5.2 Problems Encountered and Limitations

Implementing the project had its pitfalls. One majorissue encountered was compatibility issues. Thesoftware had compatibility problems with the newerversion of the windows operating system, WindowsVista, especially with the dynamic link library files.So is it advised that, for optimum operation, it shouldbe installed in systems with windows XP operatingsystem. Also, acquiring the fingerprint scanner andwebcam was not an easy task, since obviously theycould not be built around.

5.3 Recommendations

Having carried out this work thus far, somerecommendations are necessary to ensure itsdeployment and use, and also for further researcharound this work. They include:

1. AESS administrators’ passwords should bereviewed and changed regularly to avoidunauthorized access and use of the system.

2. An enabling environment should be providedto accommodate the AESS solution and alsofacilitate its full deployment on campus.

3. This work can be expanded to incorporatecourse registrations, result computation,transcript preparation and result / transcriptretrieval on-line functions.

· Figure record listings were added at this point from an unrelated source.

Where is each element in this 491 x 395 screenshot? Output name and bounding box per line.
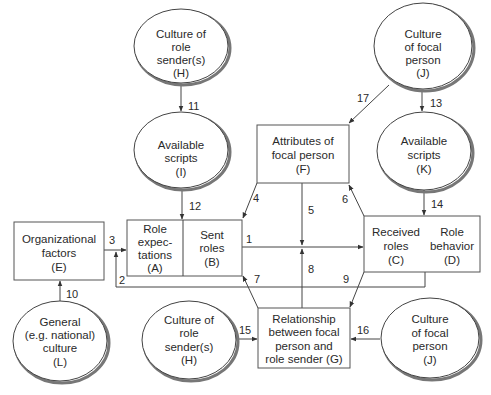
svg-text:Role: Role [440,226,464,238]
svg-text:(L): (L) [53,356,67,368]
svg-text:General: General [40,316,81,328]
svg-text:between focal: between focal [269,326,340,338]
svg-text:Attributes of: Attributes of [272,135,334,147]
node-general-national-culture: General (e.g. national) culture (L) [13,301,109,383]
node-relationship-focal-role-sender: Relationship between focal person and ro… [258,308,350,368]
svg-text:culture: culture [43,342,78,354]
node-organizational-factors: Organizational factors (E) [14,222,104,280]
svg-text:(H): (H) [173,67,189,79]
svg-text:person: person [405,54,440,66]
edge-label-5: 5 [308,204,314,216]
svg-text:Received: Received [372,226,420,238]
svg-text:(B): (B) [204,256,220,268]
svg-text:role sender (G): role sender (G) [265,353,343,365]
svg-text:tations: tations [138,249,172,261]
svg-text:Culture of: Culture of [164,314,215,326]
svg-text:(e.g. national): (e.g. national) [25,329,95,341]
svg-text:Culture of: Culture of [156,28,207,40]
svg-text:sender(s): sender(s) [157,54,206,66]
edge-label-7: 7 [254,273,260,285]
node-culture-role-senders-bottom: Culture of role sender(s) (H) [142,301,238,381]
svg-text:Relationship: Relationship [272,313,335,325]
edge-6 [349,185,364,216]
svg-text:of focal: of focal [404,41,441,53]
edge-label-2: 2 [119,274,125,286]
edge-label-15: 15 [239,324,251,336]
svg-text:sender(s): sender(s) [165,341,214,353]
svg-text:role: role [179,327,198,339]
svg-text:Sent: Sent [200,229,224,241]
svg-text:Available: Available [158,139,204,151]
svg-text:(H): (H) [181,354,197,366]
edge-label-10: 10 [66,288,78,300]
svg-text:(E): (E) [51,261,67,273]
svg-text:(F): (F) [296,163,311,175]
edge-label-3: 3 [109,234,115,246]
svg-text:expec-: expec- [138,236,173,248]
node-available-scripts-k: Available scripts (K) [377,112,473,192]
svg-text:scripts: scripts [407,149,440,161]
svg-text:(C): (C) [388,254,404,266]
svg-text:Role: Role [143,223,167,235]
edge-9 [350,272,364,307]
svg-text:Organizational: Organizational [22,233,96,245]
svg-text:(K): (K) [416,163,432,175]
node-available-scripts-i: Available scripts (I) [134,112,230,190]
node-role-expectations-sent-roles: Role expec- tations (A) Sent roles (B) [127,220,242,276]
node-culture-role-senders-top: Culture of role sender(s) (H) [134,9,230,85]
svg-text:(J): (J) [416,67,430,79]
edge-label-1: 1 [246,233,252,245]
edge-label-8: 8 [308,263,314,275]
svg-text:(I): (I) [176,166,187,178]
svg-text:role: role [171,41,190,53]
edge-label-11: 11 [188,100,199,112]
edge-17 [349,85,389,123]
svg-text:factors: factors [42,247,77,259]
node-attributes-focal-person: Attributes of focal person (F) [257,125,349,183]
svg-text:roles: roles [384,240,409,252]
svg-text:Culture: Culture [404,28,441,40]
edge-label-4: 4 [253,192,259,204]
svg-text:roles: roles [200,242,225,254]
svg-text:Culture: Culture [411,313,448,325]
edge-label-13: 13 [430,97,442,109]
svg-text:focal person: focal person [272,149,335,161]
edge-label-17: 17 [357,92,369,104]
svg-text:of focal: of focal [411,327,448,339]
edge-label-16: 16 [357,324,369,336]
svg-text:behavior: behavior [430,240,474,252]
edge-label-9: 9 [343,273,349,285]
node-culture-focal-person-top: Culture of focal person (J) [374,3,474,91]
svg-text:(D): (D) [444,254,460,266]
svg-text:(A): (A) [147,262,163,274]
svg-text:Available: Available [401,135,447,147]
edge-label-14: 14 [431,198,443,210]
svg-text:(J): (J) [423,354,437,366]
edge-label-6: 6 [342,193,348,205]
svg-text:person and: person and [275,340,333,352]
role-episode-diagram: 11 12 13 17 14 4 5 6 1 8 7 9 2 3 10 15 1… [0,0,491,395]
node-received-roles-role-behavior: Received roles (C) Role behavior (D) [364,216,480,272]
svg-text:scripts: scripts [164,152,197,164]
node-culture-focal-person-bottom: Culture of focal person (J) [381,298,481,380]
edge-label-12: 12 [189,200,201,212]
svg-text:person: person [412,340,447,352]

4. Development and installation of informationtechnology infrastructures like wirelessnetwork and other rugged advances indatabase and information technology. Onlythen can this solution and its likes be utilizedto their full potentials. Some of these likesmay be developed with modifications atAESS input processing forms and devices,output processing forms and devices, andits program codes, to becoming either adatabase-driven security system,communication system, or an observationand monitoring system (for wide variety of

ambient and climatic conditions of tempera-ture, lightening, and other weather condi-tions and forecasts).